View full screen - View 1 of Lot 170. Toy Table.

Lot Closed

March 14, 01:49 PM GMT

Estimate

800 - 1,200 GBP

Lot Details

Description

Gordon House

1932 - 2004

Toy Table


signed Gordon House and dated 1968 (on the underside of the table base)

paint on wood

39 by 76 by 76cm.; 15¼ by 30 by 30in.

Executed in 1968.

Sold together with a design for the present work and the original 1970s wooden crate.


(2)

Kasmin Gallery, London

Private Collection

London, Institute of Contemporary Art, Play Orbit, 28 November 1969 - 15 February 1970

The sculpture Toy Table was a prototype for an intended edition that was never produced. The drawing suggests how the lacquered and spray-painted wooden sculpture could be produced using plastic and metal.


Gordon House had achieved widespread acclaim as a leading artist of the Situation group of artists at the beginning of the 1960s, alongside Robyn Denny, Richard Smith, Bernard and Harold Cohen, Gillian Ayres and others. His hard-edged, geometric abstract paintings such as Double Green Dropped Initial 1968-9 (Arts Council Collection) adopt a minimal sign-like quality – for his first solo exhibition in 1959, the artist Richard Smith compared his paintings to road signs: ‘It is as if they had only a second to register, like signs on the new motorways’. Through the 60s House was also in the midst of a celebrated parallel career as a graphic designer – he made the Toy Table sculpture in the same year that he assisted Richard Hamilton in the design work for the double album The Beatles (more widely identified as The White Album). The year before, he had assisted Peter Blake in the production of Sergeant Pepper’s Lonely Hearts Club Band (1967) and he continued working on other projects for Apple and Paul McCartney (including the design of Wings’ first album), as well as working for public and commercial clients in the art world into the 1990s. Peter Blake has remarked that, ‘There are very few artists who are equally comfortable and talented at being both a painter and graphic designer and Gordon House was one such.’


Output the data word for word, dropping every image.

▼

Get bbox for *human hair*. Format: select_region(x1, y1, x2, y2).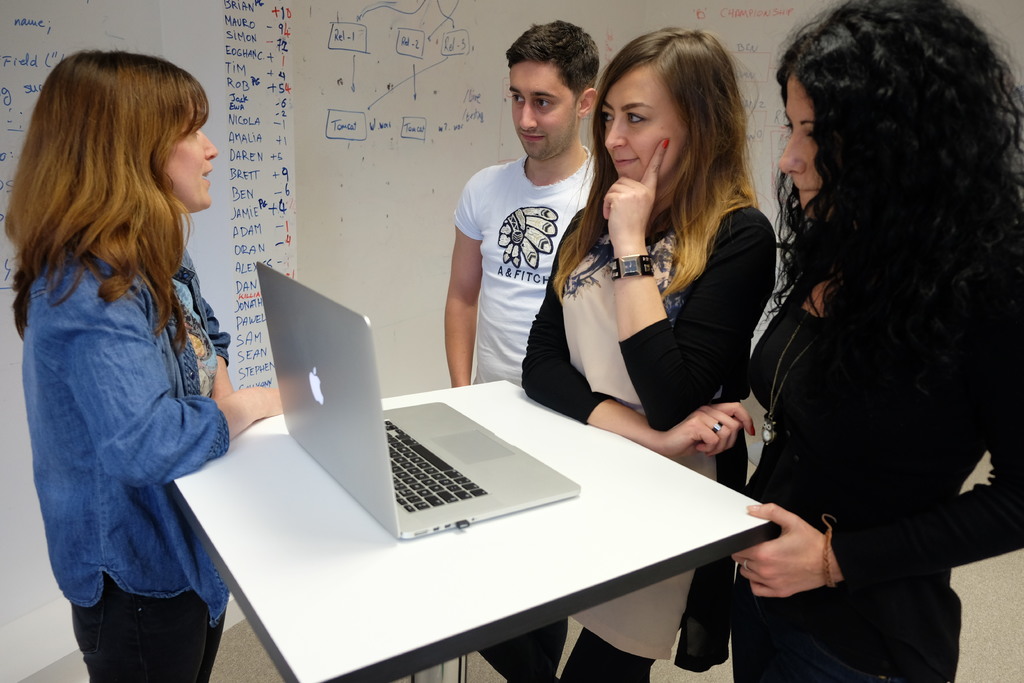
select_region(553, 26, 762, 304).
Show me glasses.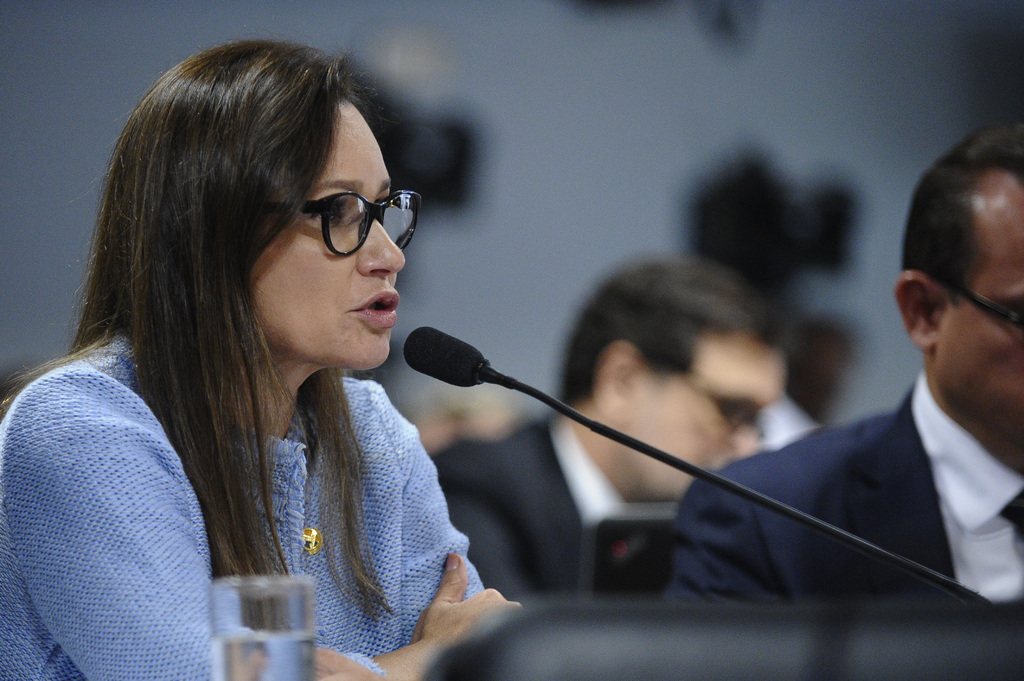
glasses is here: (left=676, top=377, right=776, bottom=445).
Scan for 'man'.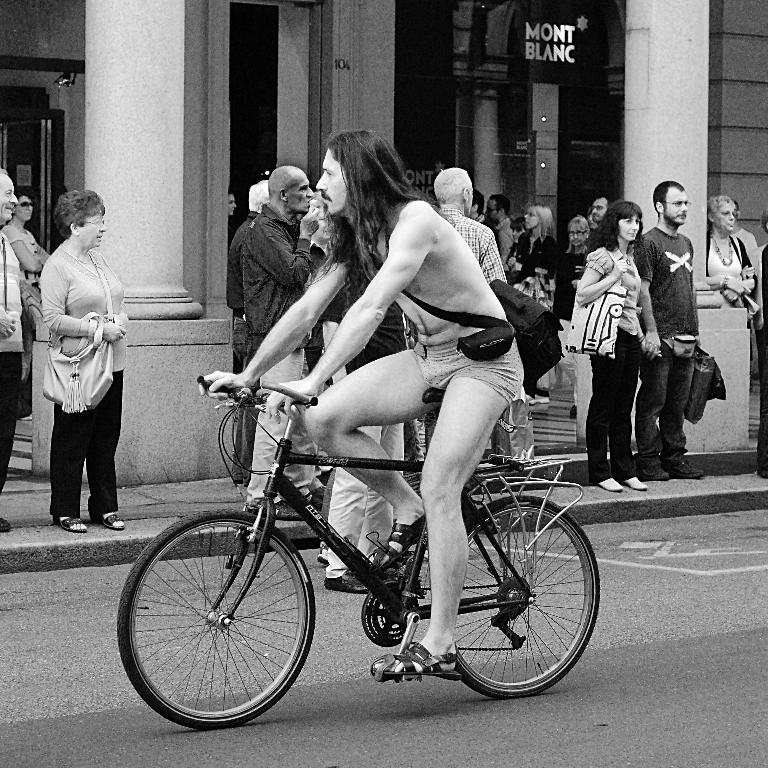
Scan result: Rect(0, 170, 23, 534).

▲

ANSWER SPACE:
Get bbox for *human hair*. Format: select_region(x1, y1, x2, y2).
select_region(553, 26, 762, 304).
Show me glasses.
glasses is here: (left=676, top=377, right=776, bottom=445).
Scan for 'man'.
Scan result: Rect(0, 170, 23, 534).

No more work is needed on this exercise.